The rate of our progress in lung cancer and other settings in medicine reaches a bottleneck in the slow rate at which clinical trials are completed. Nevertheless, only about 3% of patients with cancer in the US participate in clinical trials, and the number is even a little lower for people with lung cancer.
Occasionally at meetings, oncologists are confronted with a marketing study done by the pharmaceutical industry that reveals that something like half of patients diagnosed with lung cancer never receive any treatment.
Although the ASCO Plenary session presentation on ALK inhibition with crizotinib was a darling of the entire conference and led to a post I wrote about on the way back from the meeting, there was actually a second presentation on lung cancer in t
The initial or "first line" management of advanced NSCLC has evolved quite a bit over the past 10 years, in that time moving from a much more uniform approach of very similar treatment for just about everyone to a revised approach that is far more individualized. First, we assess key issues like the subtype of NSCLC, focusing largely on whether it is squamous cell or non-squamous NSCLC, because treatment tends to diverge very early based on this factor.
It's been a few months since I sat down with my friend, Dr. Nasser Hanna, a great lung cancer expert from Indiana University, and also a friend in the field.

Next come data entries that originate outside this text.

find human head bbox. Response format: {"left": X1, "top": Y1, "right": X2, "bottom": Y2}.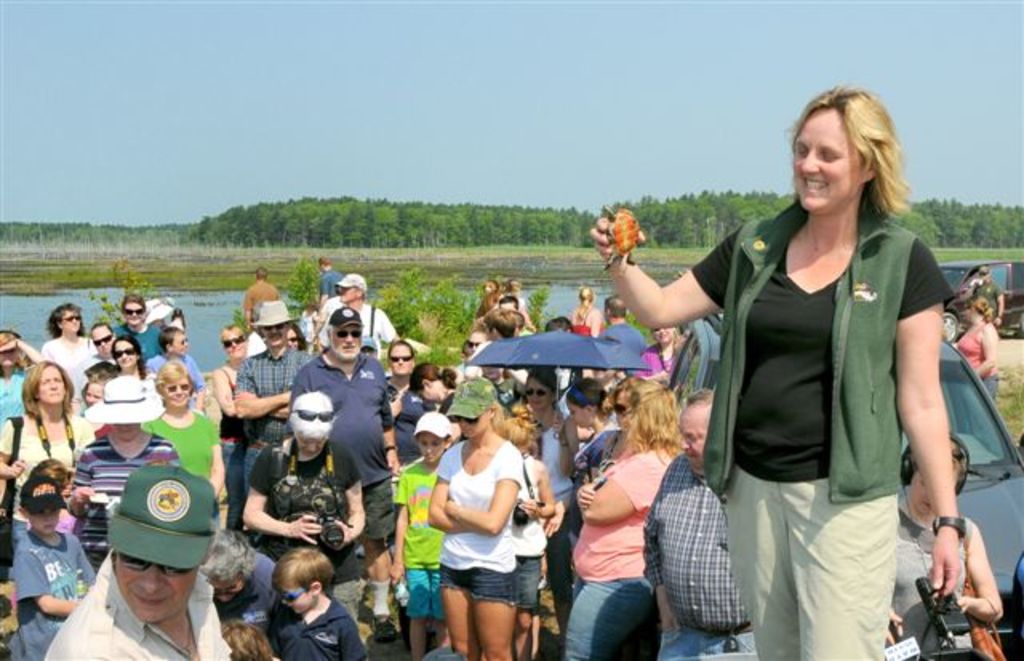
{"left": 173, "top": 301, "right": 182, "bottom": 312}.
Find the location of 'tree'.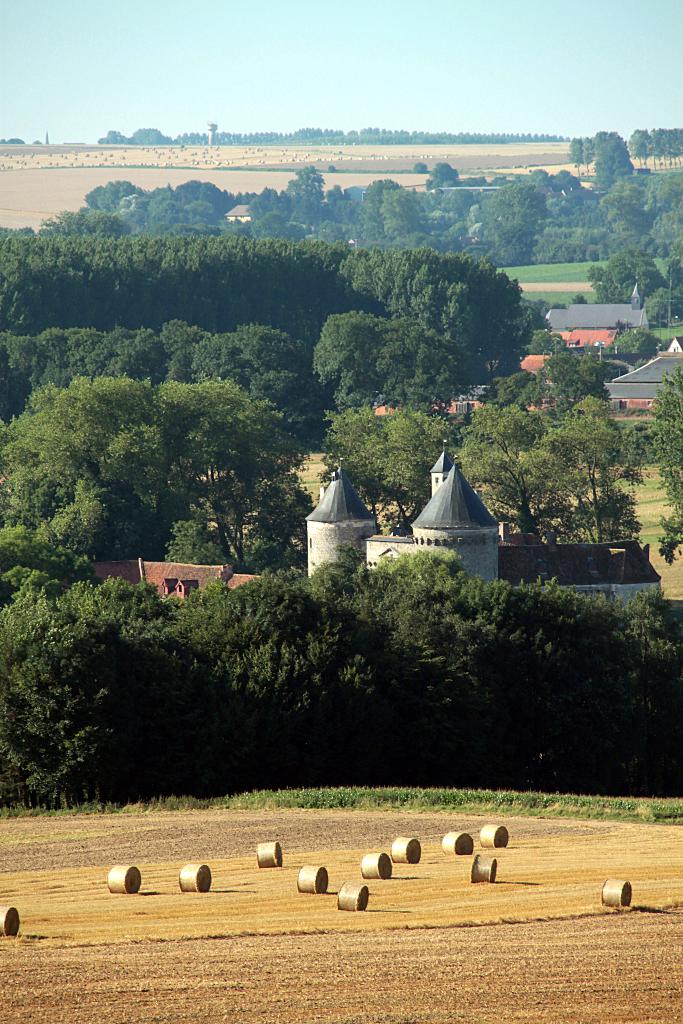
Location: l=547, t=352, r=589, b=426.
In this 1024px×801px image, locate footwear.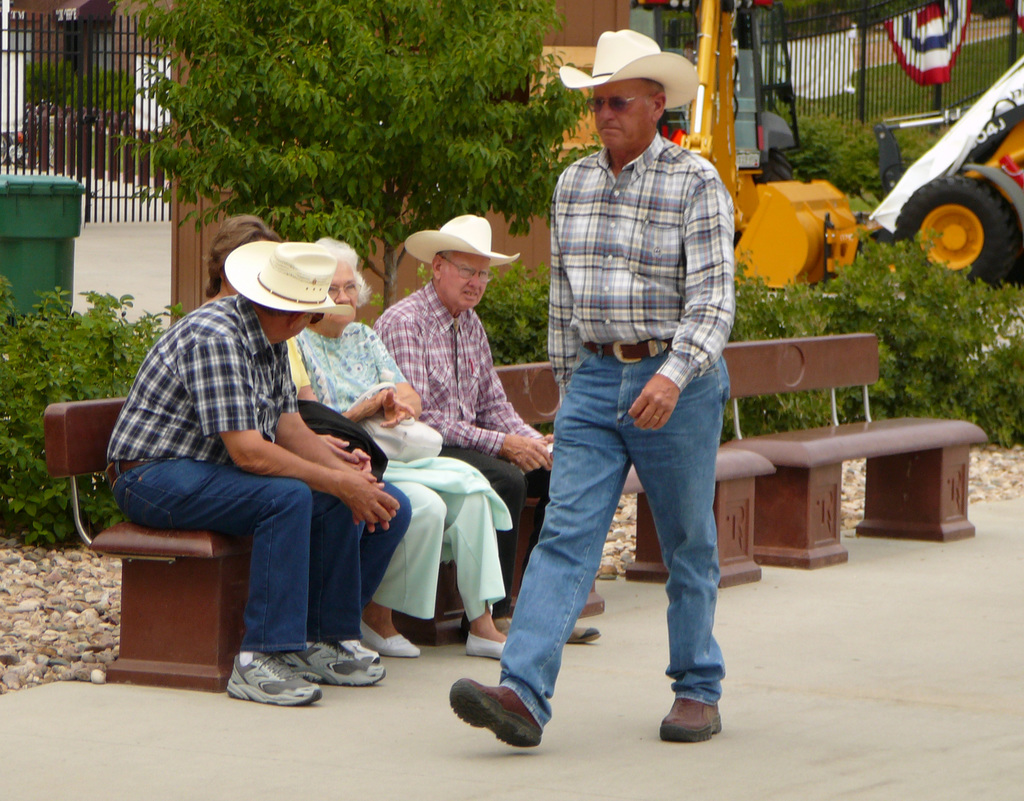
Bounding box: (275, 638, 388, 686).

Those of you who have been following GRACE content for a while may have come across his name: he's led a few of the more important trials that are part of our current core knowledge in lung cancer now, such as the
The last of our three cases reviewing management issues in elderly and frail patients with lung cancer, as covered in a recent webinar discussion I had with experts Paul J. Hesketh from Lahey Clinic and Karen Kelly from Kansas University Medical Center, focuses on treatment of advanced/metastatic NSCLC. Drs.
Welcome to the new CancerGRACE.org! Explore our fresh look and improved features—take a quick tour to see what’s new.